The B.1.617 variant of the virus, first identified in India, has been found in cases in eight countries of the Americas, including Canada and the United States, Jairo Mendez, a World Health Organization (WHO) infectious diseases expert said on Friday.
People infected by the variant included travellers in Panama and Argentina who had arrived from India or Europe. In the Caribbean, cases of the Indian variant have been detected in Aruba, Dutch Sint Maarten and the French department of Guadeloupe.
The mutant strain has also been detected in Britain, as well as in Singapore.
“These variants have a greater capacity for transmission but so far we have not found any collateral consequences,” Mendez said. “The only worry is that they spread faster.”
Public Health England said the total number of confirmed cases of the variant had more than doubled in the past week to 1,313 across the United Kingdom.
“We are anxious about it – it has been spreading,” British Prime Minister Boris Johnson said, adding that there would be meetings to discuss what to do. “We’re ruling nothing out,” he added.
According to health ministry data, India recorded 4,000 deaths and 343,144 infections in the last 24 hours. It was the third consecutive day of 4,000 or more deaths but daily infections have stayed below a peak of 414,188 last week.
While the total number of recorded infections crossed 24 million, the number of people confirmed to have died from COVID-19 stood at 262,317 since the pandemic first struck India more than a year ago.
But a lack of testing in many places meant a lot of deaths and infections were omitted from the official count, and experts say the real numbers could be five to 10 times higher.
Bhramar Mukherjee, a professor of epidemiology at the University of Michigan, said most models had predicted a peak this week and that the country’s infections could be nearing an apex.
Still, the number of new cases each day is large enough to overwhelm hospitals, she said on Twitter on Thursday. “The keyword is cautious optimism.”
The situation is particularly bad in rural areas of Uttar Pradesh, India’s most populous state with a population of more than 240 million. Television pictures have shown families weeping over the dead in rural hospitals or camping in wards to tend the sick.
Bodies have washed up in the Ganges, the river that flows through the state, as crematoriums are overwhelmed and wood for funeral pyres is in short supply.
The second wave of infections, which erupted in February, has been accompanied by a slowdown in vaccinations, although Prime Minister Narendra Modi announced that vaccinations would be open to all adults from May 1.India is the world’s largest vaccine producer but has run low on stocks in the face of the huge demand. As of Thursday, it had fully vaccinated just over 38.2 million people, or about 2.8 percent of a population of about 1.35 billion, government data shows.
More than two billion doses of coronavirus vaccines will likely be available in India between August to December this year, top government adviser VK Paul told reporters amid criticism that the government had mishandled the vaccine plan.
Those doses would include 750 million of AstraZeneca’s vaccine, as well as 550 million doses of Covaxin, made by Bharat Biotech.
“We are going through a phase of finite supply. The entire world is going through this. It takes time to come out of this phase,” Paul said.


[Problem to solve] Locate every line in the records below that holds the word "Catch" and return each one.

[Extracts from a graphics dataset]
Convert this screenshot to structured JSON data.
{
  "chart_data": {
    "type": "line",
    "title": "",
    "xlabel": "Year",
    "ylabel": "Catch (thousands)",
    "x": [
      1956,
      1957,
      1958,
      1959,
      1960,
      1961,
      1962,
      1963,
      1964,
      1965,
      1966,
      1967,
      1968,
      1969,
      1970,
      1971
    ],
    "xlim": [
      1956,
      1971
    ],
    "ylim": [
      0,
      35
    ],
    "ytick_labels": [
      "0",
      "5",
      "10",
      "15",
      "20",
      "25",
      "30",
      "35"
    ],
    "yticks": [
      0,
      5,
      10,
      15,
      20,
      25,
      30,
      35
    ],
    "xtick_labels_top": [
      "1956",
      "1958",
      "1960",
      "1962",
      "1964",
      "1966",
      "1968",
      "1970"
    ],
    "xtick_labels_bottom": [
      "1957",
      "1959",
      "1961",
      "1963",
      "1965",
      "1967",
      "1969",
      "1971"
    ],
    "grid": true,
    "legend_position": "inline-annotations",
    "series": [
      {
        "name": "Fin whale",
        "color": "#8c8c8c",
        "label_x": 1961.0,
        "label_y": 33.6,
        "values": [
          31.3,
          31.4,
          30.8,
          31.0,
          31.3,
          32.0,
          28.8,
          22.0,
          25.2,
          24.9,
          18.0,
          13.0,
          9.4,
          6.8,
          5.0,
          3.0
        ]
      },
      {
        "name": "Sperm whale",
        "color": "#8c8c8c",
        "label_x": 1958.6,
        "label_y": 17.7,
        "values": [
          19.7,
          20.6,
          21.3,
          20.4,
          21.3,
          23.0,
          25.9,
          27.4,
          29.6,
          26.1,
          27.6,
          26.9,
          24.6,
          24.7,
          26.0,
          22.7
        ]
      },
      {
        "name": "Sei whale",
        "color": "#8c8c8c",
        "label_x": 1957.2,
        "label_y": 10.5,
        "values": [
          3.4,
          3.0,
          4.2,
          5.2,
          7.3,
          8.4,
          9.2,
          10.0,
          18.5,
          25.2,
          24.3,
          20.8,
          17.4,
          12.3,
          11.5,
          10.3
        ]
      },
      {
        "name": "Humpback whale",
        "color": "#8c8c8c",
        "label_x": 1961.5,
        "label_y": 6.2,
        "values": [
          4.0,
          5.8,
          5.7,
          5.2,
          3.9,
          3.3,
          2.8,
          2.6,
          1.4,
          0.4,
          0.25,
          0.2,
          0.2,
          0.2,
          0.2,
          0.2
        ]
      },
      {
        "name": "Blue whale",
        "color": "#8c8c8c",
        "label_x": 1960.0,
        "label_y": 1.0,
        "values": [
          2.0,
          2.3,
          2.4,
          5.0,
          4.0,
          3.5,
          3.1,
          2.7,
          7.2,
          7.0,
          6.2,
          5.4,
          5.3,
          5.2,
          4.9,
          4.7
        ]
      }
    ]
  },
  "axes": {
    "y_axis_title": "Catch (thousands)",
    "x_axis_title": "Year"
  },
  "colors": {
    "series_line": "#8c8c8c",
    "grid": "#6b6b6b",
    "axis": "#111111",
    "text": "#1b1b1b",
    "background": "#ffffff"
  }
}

[Response to this exercise]
    "ylabel": "Catch (thousands)",
    "y_axis_title": "Catch (thousands)",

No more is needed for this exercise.